I've found the soft hyphen character (U+00AD SHY) very useful but I am wondering if there is the same thing that will tell the browser where to break long words for wrapping without adding any character at all?
For example, let's say you have a narrow column in HTML with newspaper justification and there is a long URL explicitly in the text itself. You could add the soft/shy hyphen I mentioned but then when a user copy and pastes the URL it will contain those dash characters. An ideal situation would be the same visual results without a hyphen character so that the user may copy and paste the long word(s).
Thoughts or suggestions?
I tried searching for this but most of what I come up with is non-breaking space characters and essentially I am looking for the opposite.
UPDATE: I found the ZERO-WIDTH SPACE (U+200B) but it still has the problem that the character is preserved during copy&paste into the address bar so the results are even more confusing to the end user.
The en dash is encoded in Unicode as U+2013 (decimal 8211) and represented in HTML by the named character entity – .
"End of guarded area" encoded in utf-8 is the two-byte sequence: 0xC2 0x97. The text file was correctly interpreted as w-1252, thus the 0x97 is recognized as em dash, which was correctly encoded as the em dash in utf-8: 0xE2 0x80 0x94.
The WWP encodes soft hyphens (hyphens which mark the division of am unhyphenated word across a line break) using an entity reference: “­” This entity reference is used for any character which is used to indicate a word break, whatever it looks like.
hyphens: manual Words are only broken at line breaks where there are characters inside the word that suggest line break opportunities. There are two characters that suggest line break opportunity: U+2010 (HYPHEN): the “hard” hyphen character indicates a visible line break opportunity.
You want the HTML5 tag <wbr>
, which is specified to do exactly what you are asking for.
If you can't rely on HTML5, U+200B ZERO WIDTH SPACE (​
) should also work.
(The effects of copying text out of an HTML document, unfortunately, are underspecified. If <wbr>
doesn't do what you want upon copy-and-paste, you might want to bring it up to the WhatWG — the easiest way to do that is probably to file a Github issue on the spec.)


*What to do:* A word-for-word copy of the listing is needed. Retype it in full.

*Working data:*

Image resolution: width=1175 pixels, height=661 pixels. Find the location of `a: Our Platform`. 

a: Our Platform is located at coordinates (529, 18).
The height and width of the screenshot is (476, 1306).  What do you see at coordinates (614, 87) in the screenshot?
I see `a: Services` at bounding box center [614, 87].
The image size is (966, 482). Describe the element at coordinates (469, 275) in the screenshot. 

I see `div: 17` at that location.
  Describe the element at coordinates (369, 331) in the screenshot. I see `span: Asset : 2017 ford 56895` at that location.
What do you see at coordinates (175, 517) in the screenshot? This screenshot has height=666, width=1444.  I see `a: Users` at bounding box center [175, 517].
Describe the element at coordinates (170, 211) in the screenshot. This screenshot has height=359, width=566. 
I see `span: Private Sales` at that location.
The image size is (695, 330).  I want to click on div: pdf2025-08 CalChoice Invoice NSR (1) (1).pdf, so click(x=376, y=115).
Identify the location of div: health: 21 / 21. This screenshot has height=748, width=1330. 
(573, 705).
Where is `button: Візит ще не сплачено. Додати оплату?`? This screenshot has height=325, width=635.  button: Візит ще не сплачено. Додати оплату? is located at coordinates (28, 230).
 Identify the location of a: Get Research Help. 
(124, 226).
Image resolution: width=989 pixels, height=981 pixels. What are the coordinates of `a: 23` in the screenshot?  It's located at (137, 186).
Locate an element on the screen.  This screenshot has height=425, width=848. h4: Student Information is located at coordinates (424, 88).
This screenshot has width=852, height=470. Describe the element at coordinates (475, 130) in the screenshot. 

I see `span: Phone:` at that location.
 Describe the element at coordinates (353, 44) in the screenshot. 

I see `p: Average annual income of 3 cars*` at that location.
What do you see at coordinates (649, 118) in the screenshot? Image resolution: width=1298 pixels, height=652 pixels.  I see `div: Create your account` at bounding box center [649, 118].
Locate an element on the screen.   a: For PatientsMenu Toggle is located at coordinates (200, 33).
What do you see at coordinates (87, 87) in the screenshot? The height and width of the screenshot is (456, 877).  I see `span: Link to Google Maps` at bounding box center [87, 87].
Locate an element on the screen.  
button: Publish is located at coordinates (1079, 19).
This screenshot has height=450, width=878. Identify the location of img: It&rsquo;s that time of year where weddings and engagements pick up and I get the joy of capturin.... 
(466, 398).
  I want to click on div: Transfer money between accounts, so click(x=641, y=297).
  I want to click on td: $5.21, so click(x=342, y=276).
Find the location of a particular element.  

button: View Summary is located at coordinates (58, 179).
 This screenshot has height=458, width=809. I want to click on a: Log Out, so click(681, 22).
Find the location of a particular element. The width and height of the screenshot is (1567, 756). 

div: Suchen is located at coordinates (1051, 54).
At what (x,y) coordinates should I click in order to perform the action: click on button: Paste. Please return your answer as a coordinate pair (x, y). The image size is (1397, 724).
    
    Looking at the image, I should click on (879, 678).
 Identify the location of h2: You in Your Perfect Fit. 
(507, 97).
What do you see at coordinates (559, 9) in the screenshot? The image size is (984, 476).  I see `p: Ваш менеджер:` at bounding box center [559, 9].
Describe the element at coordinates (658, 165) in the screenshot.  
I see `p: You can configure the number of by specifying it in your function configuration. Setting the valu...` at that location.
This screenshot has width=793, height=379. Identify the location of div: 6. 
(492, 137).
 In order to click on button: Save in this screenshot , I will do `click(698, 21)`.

*Your response:*
Image resolution: width=1175 pixels, height=661 pixels. Find the location of `a: Our Platform`. 

a: Our Platform is located at coordinates (529, 18).
The height and width of the screenshot is (476, 1306).  What do you see at coordinates (614, 87) in the screenshot?
I see `a: Services` at bounding box center [614, 87].
The image size is (966, 482). Describe the element at coordinates (469, 275) in the screenshot. 

I see `div: 17` at that location.
  Describe the element at coordinates (369, 331) in the screenshot. I see `span: Asset : 2017 ford 56895` at that location.
What do you see at coordinates (175, 517) in the screenshot? This screenshot has height=666, width=1444.  I see `a: Users` at bounding box center [175, 517].
Describe the element at coordinates (170, 211) in the screenshot. This screenshot has height=359, width=566. 
I see `span: Private Sales` at that location.
The image size is (695, 330).  I want to click on div: pdf2025-08 CalChoice Invoice NSR (1) (1).pdf, so click(x=376, y=115).
Identify the location of div: health: 21 / 21. This screenshot has height=748, width=1330. 
(573, 705).
Where is `button: Візит ще не сплачено. Додати оплату?`? This screenshot has height=325, width=635.  button: Візит ще не сплачено. Додати оплату? is located at coordinates (28, 230).
 Identify the location of a: Get Research Help. 
(124, 226).
Image resolution: width=989 pixels, height=981 pixels. What are the coordinates of `a: 23` in the screenshot?  It's located at (137, 186).
Locate an element on the screen.  This screenshot has height=425, width=848. h4: Student Information is located at coordinates (424, 88).
This screenshot has width=852, height=470. Describe the element at coordinates (475, 130) in the screenshot. 

I see `span: Phone:` at that location.
 Describe the element at coordinates (353, 44) in the screenshot. 

I see `p: Average annual income of 3 cars*` at that location.
What do you see at coordinates (649, 118) in the screenshot? Image resolution: width=1298 pixels, height=652 pixels.  I see `div: Create your account` at bounding box center [649, 118].
Locate an element on the screen.   a: For PatientsMenu Toggle is located at coordinates (200, 33).
What do you see at coordinates (87, 87) in the screenshot? The height and width of the screenshot is (456, 877).  I see `span: Link to Google Maps` at bounding box center [87, 87].
Locate an element on the screen.  
button: Publish is located at coordinates (1079, 19).
This screenshot has height=450, width=878. Identify the location of img: It&rsquo;s that time of year where weddings and engagements pick up and I get the joy of capturin.... 
(466, 398).
  I want to click on div: Transfer money between accounts, so click(x=641, y=297).
  I want to click on td: $5.21, so click(x=342, y=276).
Find the location of a particular element.  

button: View Summary is located at coordinates (58, 179).
 This screenshot has height=458, width=809. I want to click on a: Log Out, so click(681, 22).
Find the location of a particular element. The width and height of the screenshot is (1567, 756). 

div: Suchen is located at coordinates (1051, 54).
At what (x,y) coordinates should I click in order to perform the action: click on button: Paste. Please return your answer as a coordinate pair (x, y). The image size is (1397, 724).
    
    Looking at the image, I should click on (879, 678).
 Identify the location of h2: You in Your Perfect Fit. 
(507, 97).
What do you see at coordinates (559, 9) in the screenshot? The image size is (984, 476).  I see `p: Ваш менеджер:` at bounding box center [559, 9].
Describe the element at coordinates (658, 165) in the screenshot.  
I see `p: You can configure the number of by specifying it in your function configuration. Setting the valu...` at that location.
This screenshot has width=793, height=379. Identify the location of div: 6. 
(492, 137).
 In order to click on button: Save in this screenshot , I will do `click(698, 21)`.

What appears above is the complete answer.